Pabrolizumab is currently available in China with an approved indication for unresectable or metastatic melanoma. Although there is no strong evidence that the drug can be used directly in breast cancer, pablizumab is indicated abroad for patients with unresectable or metastatic cancers with high microsatellite instability (MSI-H) or defective mismatch repair (dMMR), which includes breast cancer.
For breast cancer, research in immunotherapy has focused on triple-negative patients, and studies are still being explored.
What is the role in breast cancer?
Pabrolizumab restores the anti-tumor activity of T cells by binding to the T cell surface PD-1 (i.e., programmed cell death protein-1) receptor in the immune system, blocking the binding of PD-1 to the ligand PD-L1 on the surface of tumor cells and thus exert anti-tumor effects.
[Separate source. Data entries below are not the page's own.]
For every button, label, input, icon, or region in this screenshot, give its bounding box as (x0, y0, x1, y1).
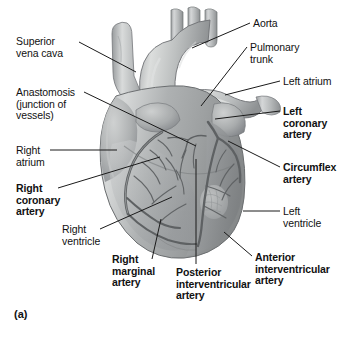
label-anterior-interventricular-artery: Anterior interventricular artery (255, 252, 330, 287)
label-left-coronary-artery: Left coronary artery (283, 106, 327, 141)
heart-body-group (100, 86, 245, 258)
leader-line-left-atrium (225, 81, 280, 95)
leader-line-anterior-interventricular-artery (224, 232, 252, 256)
label-left-ventricle: Left ventricle (283, 206, 321, 229)
label-left-atrium: Left atrium (283, 76, 332, 88)
label-aorta: Aorta (253, 18, 278, 30)
label-superior-vena-cava: Superior vena cava (16, 36, 63, 59)
label-right-marginal-artery: Right marginal artery (112, 254, 155, 289)
label-anastomosis: Anastomosis (junction of vessels) (16, 87, 75, 122)
label-right-atrium: Right atrium (16, 145, 45, 168)
label-right-ventricle: Right ventricle (62, 224, 100, 247)
label-pulmonary-trunk: Pulmonary trunk (250, 42, 299, 65)
label-posterior-interventricular-artery: Posterior interventricular artery (176, 267, 251, 302)
label-right-coronary-artery: Right coronary artery (16, 183, 60, 218)
panel-letter: (a) (14, 308, 27, 320)
label-circumflex-artery: Circumflex artery (283, 162, 336, 185)
heart-anatomy-figure: Superior vena cavaAnastomosis (junction … (0, 0, 356, 337)
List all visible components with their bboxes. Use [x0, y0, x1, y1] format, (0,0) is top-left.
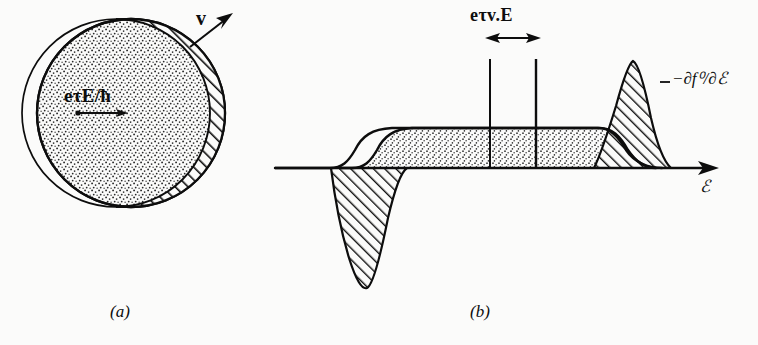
energy-width-arrow: [485, 33, 541, 43]
figure-drawing: [0, 0, 758, 345]
figure-container: eτE/ħ v eτv.E −∂f⁰/∂ℰ ℰ (a) (b): [0, 0, 758, 345]
derivative-peak-hatched: [594, 61, 671, 168]
energy-axis-label: ℰ: [700, 178, 710, 195]
energy-width-label: eτv.E: [470, 6, 513, 24]
panel-b-group: [275, 33, 719, 288]
panel-b-caption: (b): [470, 303, 490, 320]
panel-a-caption: (a): [110, 303, 130, 320]
panel-a-group: [22, 13, 233, 207]
velocity-label: v: [196, 8, 206, 28]
displacement-label: eτE/ħ: [64, 86, 111, 105]
negative-lobe-hatched: [331, 168, 407, 288]
derivative-label: −∂f⁰/∂ℰ: [672, 70, 727, 87]
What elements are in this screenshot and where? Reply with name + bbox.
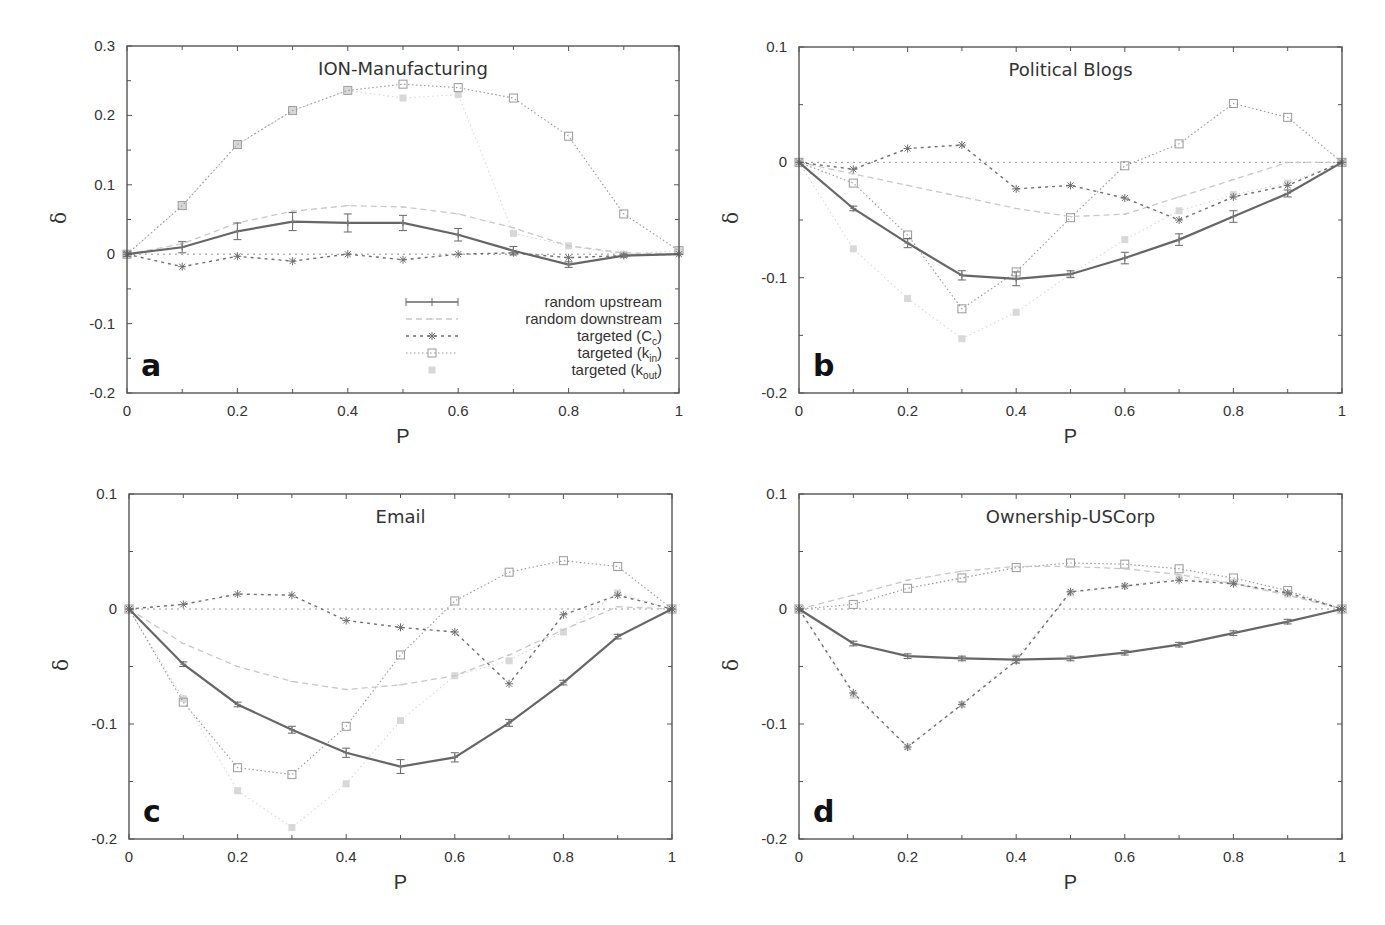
svg-text:0.1: 0.1	[766, 485, 787, 502]
svg-text:0: 0	[779, 600, 787, 617]
panel-letter-d: d	[813, 794, 834, 829]
svg-text:0.4: 0.4	[1006, 848, 1027, 865]
series-kout	[796, 574, 1346, 750]
svg-text:-0.1: -0.1	[761, 715, 787, 732]
svg-text:0.2: 0.2	[897, 848, 918, 865]
plot-area-d: -0.2-0.100.100.20.40.60.81	[0, 0, 1385, 925]
series-up	[796, 606, 1345, 663]
svg-text:1: 1	[1338, 848, 1346, 865]
series-down	[797, 566, 1344, 609]
y-axis-label-d: δ	[719, 655, 743, 675]
series-cc	[795, 576, 1346, 751]
svg-text:0.8: 0.8	[1223, 848, 1244, 865]
svg-text:0.6: 0.6	[1114, 848, 1135, 865]
panel-title-d: Ownership-USCorp	[921, 506, 1221, 527]
svg-text:0: 0	[795, 848, 803, 865]
svg-text:-0.2: -0.2	[761, 830, 787, 847]
series-kin	[795, 559, 1346, 613]
x-axis-label-d: P	[1051, 871, 1091, 894]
One study showed that the overall effectiveness of pablizumab treatment in patients with hormone receptor-positive advanced breast cancer was only 12%.
Another study included 111 cases of metastatic triple-negative breast cancer, 32 of whom had positive tumor tissue PD-L1 expression and were given pabolizumab monotherapy, and these patients had a progression-free survival rate of 24.5% at month 6 of treatment, with mild treatment-related adverse effects.
27 patients were evaluated for efficacy, and the objective remission rate was less than 20%. This suggests that further efficacy potential needs to be explored for pablizumab in the treatment of metastatic triple-negative breast cancer.
Summary
The immunotherapy drug pablizumab has been approved abroad for the treatment of many advanced cancers, but in breast cancer it is in clinical trials for now, and it is critical to improve the efficiency of treatment.
It is believed that as research progresses, breast cancer patients are also expected to have better survival from immunotherapy in the future.